Do not rely on ranked lists, AI recommendations, or pay-to-play directories. Build your own shortlist using primary research: request client references from searches similar to yours in sector and seniority level, ask for case studies of recent placements, verify the firm’s actual placement history and completion rates, and ask specifically about their research methodology. The Hunt Scanlon Top 50 list is a reasonable starting point for identifying established firms. Audit ownership of any ranking site before trusting it. Apply the five-prompt AI verification method to any AI-generated recommendations before acting on them.

Got Search? Let’s Talk.

No executive search firm is right for every search every time. But we make it a practice to listen and to try to help, regardless.

2 thoughts on “Can You Trust Top Executive Search Firm Lists? An Investigation”

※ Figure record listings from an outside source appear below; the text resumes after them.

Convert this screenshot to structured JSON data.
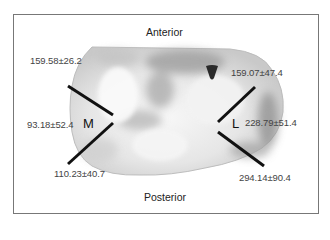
{
  "figure": {
    "orientation": {
      "top": "Anterior",
      "bottom": "Posterior"
    },
    "regions": {
      "medial": "M",
      "lateral": "L"
    },
    "measurements": {
      "medial_anterior": "159.58±26.2",
      "medial_middle": "93.18±52.4",
      "medial_posterior": "110.23±40.7",
      "lateral_anterior": "159.07±47.4",
      "lateral_middle": "228.79±51.4",
      "lateral_posterior": "294.14±90.4"
    },
    "colors": {
      "frame": "#777777",
      "lines": "#111111",
      "tissue_light": "#f2f2f2",
      "tissue_dark": "#8a8a8a"
    }
  }
}
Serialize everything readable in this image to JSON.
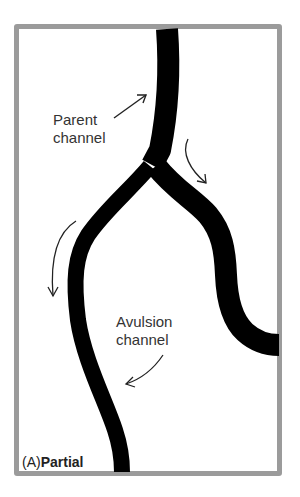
{
  "figure": {
    "panel_letter": "(A)",
    "panel_title": "Partial",
    "labels": {
      "parent_line1": "Parent",
      "parent_line2": "channel",
      "avulsion_line1": "Avulsion",
      "avulsion_line2": "channel"
    },
    "colors": {
      "frame": "#9b9b9b",
      "channel": "#000000",
      "text": "#333333",
      "arrow": "#222222"
    },
    "icons": [
      "parent-channel-arrow-icon",
      "flow-arrow-right-icon",
      "flow-arrow-left-icon",
      "avulsion-channel-arrow-icon"
    ]
  }
}
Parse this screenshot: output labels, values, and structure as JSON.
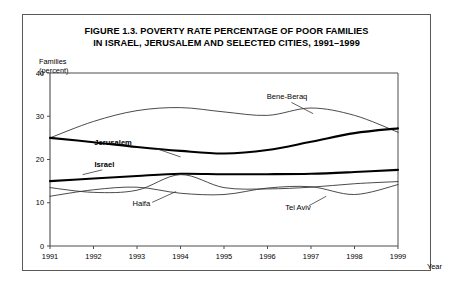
{
  "figure": {
    "title_line1": "FIGURE 1.3. POVERTY RATE  PERCENTAGE OF POOR FAMILIES",
    "title_line2": "IN ISRAEL, JERUSALEM AND SELECTED CITIES, 1991–1999",
    "y_unit_line1": "Families",
    "y_unit_line2": "(percent)",
    "x_axis_title": "Year"
  },
  "chart_data": {
    "type": "line",
    "title": "FIGURE 1.3. POVERTY RATE  PERCENTAGE OF POOR FAMILIES IN ISRAEL, JERUSALEM AND SELECTED CITIES, 1991–1999",
    "xlabel": "Year",
    "ylabel": "Families (percent)",
    "x": [
      1991,
      1992,
      1993,
      1994,
      1995,
      1996,
      1997,
      1998,
      1999
    ],
    "xlim": [
      1991,
      1999
    ],
    "ylim": [
      0,
      40
    ],
    "yticks": [
      0,
      10,
      20,
      30,
      40
    ],
    "xticks": [
      "1991",
      "1992",
      "1993",
      "1994",
      "1995",
      "1996",
      "1997",
      "1998",
      "1999"
    ],
    "grid": false,
    "legend": "inline-labels",
    "series": [
      {
        "name": "Bene-Beraq",
        "emphasis": "normal",
        "label_x": 1996.45,
        "label_y": 34.1,
        "leader": [
          [
            1996.55,
            33.2
          ],
          [
            1997.05,
            30.6
          ]
        ],
        "values": [
          25.0,
          28.8,
          31.3,
          32.0,
          31.0,
          30.2,
          31.9,
          30.2,
          26.3
        ]
      },
      {
        "name": "Jerusalem",
        "emphasis": "bold",
        "label_x": 1992.45,
        "label_y": 23.4,
        "leader": [
          [
            1993.45,
            22.5
          ],
          [
            1994.0,
            20.6
          ]
        ],
        "values": [
          25.0,
          24.0,
          22.9,
          22.0,
          21.4,
          22.2,
          24.1,
          26.1,
          27.2
        ]
      },
      {
        "name": "Israel",
        "emphasis": "bold",
        "label_x": 1992.25,
        "label_y": 18.3,
        "leader": [
          [
            1992.2,
            17.6
          ],
          [
            1991.75,
            16.5
          ]
        ],
        "values": [
          15.0,
          15.6,
          16.2,
          16.7,
          16.6,
          16.6,
          16.7,
          17.1,
          17.6
        ]
      },
      {
        "name": "Haifa",
        "emphasis": "normal",
        "label_x": 1993.1,
        "label_y": 9.3,
        "leader": [
          [
            1993.35,
            10.1
          ],
          [
            1993.9,
            12.6
          ]
        ],
        "values": [
          13.5,
          12.4,
          12.9,
          16.5,
          13.5,
          13.2,
          13.6,
          14.4,
          14.9
        ]
      },
      {
        "name": "Tel Aviv",
        "emphasis": "normal",
        "label_x": 1996.7,
        "label_y": 8.4,
        "leader": [
          [
            1996.95,
            9.3
          ],
          [
            1997.35,
            11.5
          ]
        ],
        "values": [
          11.5,
          13.0,
          13.6,
          12.2,
          11.9,
          13.4,
          13.7,
          11.9,
          14.2
        ]
      }
    ]
  }
}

  1. The Hunt Scanlon list perfectly correlates with revenue. Is that the only filter? Bigger means better? And how would they know private firms revenue sources?

  2. Hello Tom,
    You make a good point. Privately held companies don’t have the reporting requirements of public companies. In addition, many private corporations, if asked, would refuse to share that closely held data. If you don’t, your firm is eliminated from the list.

    “Best of” lists have always been a way for publications to drive revenue. The Fortune 500 is a case in point. However, when a publication accepts payments for advertising by companies that are honorees, it sets up a conflict of interest. Moreover, when honorees are desperate to be included on the list, they may provide misleading if not blatantly false information.

    Take U.S. News & World Report’s “Best Medical Schools”. Havard Medical School has announced it is refusing to participate. Dean George Daley said, “As unintended consequences, rankings create perverse incentives for institutions to report misleading or inaccurate data, set policies to boost rankings rather than nobler objectives, or divert financial aid from students with financial need to high-scoring students with means in order to maximize ranking criteria. Ultimately, the suitability of any particular medical school for any given student is too complex, nuanced, and individualized to be served by a rigid ranked list, no matter the methodology.”

    See https://hms.harvard.edu/news/hms-withdraws-us-news-world-report-rankings

    I regularly receive offers to be featured in publications or have my company listed in a top list in exchange for payment — to date I have refused, knowing many of my competitors are fine with “checkbook journalism”. But having been a journalist in my former career, I find that practice antithetical to my beliefs.

    It is only natural for a potential buyer of a thing or service to want a list — too many choices create a cognitive load that can be exhausting. Yet, clearly, one must take that list with a hefty grain of salt.